Structure your error hierarchy:

class APIError(GraphQLError):
    """Base class for all API errors."""
    pass

class ValidationError(APIError):
    """Input validation failures."""
    pass

class AuthenticationError(APIError):
    """Authentication required."""
    pass

class AuthorizationError(APIError):
    """Permission denied."""
    pass

class BusinessLogicError(APIError):
    """Domain-specific errors."""
    pass

Use consistent error codes:

# Define standard error codes
ERROR_CODES = {
    'VALIDATION_ERROR': 'VALIDATION_ERROR',
    'UNAUTHENTICATED': 'UNAUTHENTICATED',
    'FORBIDDEN': 'FORBIDDEN',
    'NOT_FOUND': 'NOT_FOUND',
    'INTERNAL_ERROR': 'INTERNAL_ERROR'
}

Log errors appropriately:

# Log user errors at info level
logging.info(f"Validation error: {error}")
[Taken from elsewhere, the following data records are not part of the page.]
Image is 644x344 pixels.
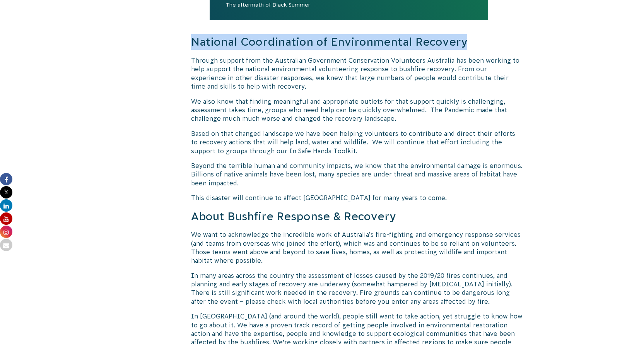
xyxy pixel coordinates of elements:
span: This disaster will continue to affect [GEOGRAPHIC_DATA] for many years to come. [191,194,447,201]
h3: National Coordination of Environmental Recovery [191,34,523,50]
span: Through support from the Australian Government Conservation Volunteers Australia has been working... [191,57,519,90]
span: We want to acknowledge the incredible work of Australia’s fire-fighting and emergency response se... [191,231,520,264]
h3: About Bushfire Response & Recovery [191,209,523,224]
span: We also know that finding meaningful and appropriate outlets for that support quickly is challeng... [191,98,507,122]
span: Based on that changed landscape we have been helping volunteers to contribute and direct their ef... [191,130,515,155]
span: The aftermath of Black Summer [209,0,488,20]
span: In many areas across the country the assessment of losses caused by the 2019/20 fires continues, ... [191,272,513,305]
span: Beyond the terrible human and community impacts, we know that the environmental damage is enormou... [191,162,522,186]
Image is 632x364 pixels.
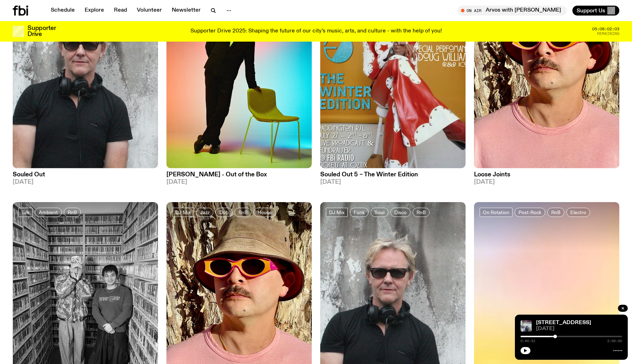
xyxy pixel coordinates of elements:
[27,25,56,37] h3: Supporter Drive
[571,209,586,215] span: Electro
[394,209,407,215] span: Disco
[68,209,77,215] span: RnB
[577,7,605,14] span: Support Us
[390,208,410,217] a: Disco
[354,209,365,215] span: Funk
[216,208,232,217] a: Dub
[536,320,591,325] a: [STREET_ADDRESS]
[46,6,79,16] a: Schedule
[110,6,131,16] a: Read
[238,209,248,215] span: RnB
[416,209,426,215] span: RnB
[166,172,312,178] h3: [PERSON_NAME] - Out of the Box
[592,27,620,31] span: 05:08:02:03
[521,320,532,332] img: Pat sits at a dining table with his profile facing the camera. Rhea sits to his left facing the c...
[13,179,158,185] span: [DATE]
[375,209,385,215] span: Soul
[474,172,620,178] h3: Loose Joints
[521,339,535,343] span: 0:40:51
[413,208,430,217] a: RnB
[196,208,213,217] a: Jazz
[552,209,561,215] span: RnB
[39,209,58,215] span: Ambient
[326,208,348,217] a: DJ Mix
[474,179,620,185] span: [DATE]
[18,208,33,217] a: Talk
[219,209,228,215] span: Dub
[35,208,62,217] a: Ambient
[13,168,158,185] a: Souled Out[DATE]
[200,209,209,215] span: Jazz
[166,179,312,185] span: [DATE]
[458,6,567,16] button: On AirArvos with [PERSON_NAME]
[13,172,158,178] h3: Souled Out
[234,208,252,217] a: RnB
[480,208,513,217] a: On Rotation
[371,208,389,217] a: Soul
[597,32,620,36] span: Remaining
[548,208,564,217] a: RnB
[515,208,545,217] a: Post-Rock
[22,209,30,215] span: Talk
[329,209,344,215] span: DJ Mix
[172,208,194,217] a: DJ Mix
[536,326,623,332] span: [DATE]
[253,208,276,217] a: House
[573,6,620,16] button: Support Us
[80,6,108,16] a: Explore
[64,208,81,217] a: RnB
[483,209,509,215] span: On Rotation
[257,209,272,215] span: House
[350,208,368,217] a: Funk
[567,208,590,217] a: Electro
[167,6,205,16] a: Newsletter
[190,28,442,35] p: Supporter Drive 2025: Shaping the future of our city’s music, arts, and culture - with the help o...
[133,6,166,16] a: Volunteer
[519,209,542,215] span: Post-Rock
[474,168,620,185] a: Loose Joints[DATE]
[175,209,191,215] span: DJ Mix
[320,172,466,178] h3: Souled Out 5 – The Winter Edition
[166,168,312,185] a: [PERSON_NAME] - Out of the Box[DATE]
[320,168,466,185] a: Souled Out 5 – The Winter Edition[DATE]
[607,339,623,343] span: 2:00:00
[320,179,466,185] span: [DATE]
# Log system errors at error level
logging.error(f"Unexpected error: {error}", exc_info=True)

Return helpful error messages:

# ✅ Good: Specific, actionable
raise ValidationError("email", "Email format is invalid")

# ❌ Avoid: Generic, unhelpful
raise Exception("Something went wrong")

Well-structured error handling improves both developer experience and production reliability by providing clear, actionable error information while protecting sensitive system details.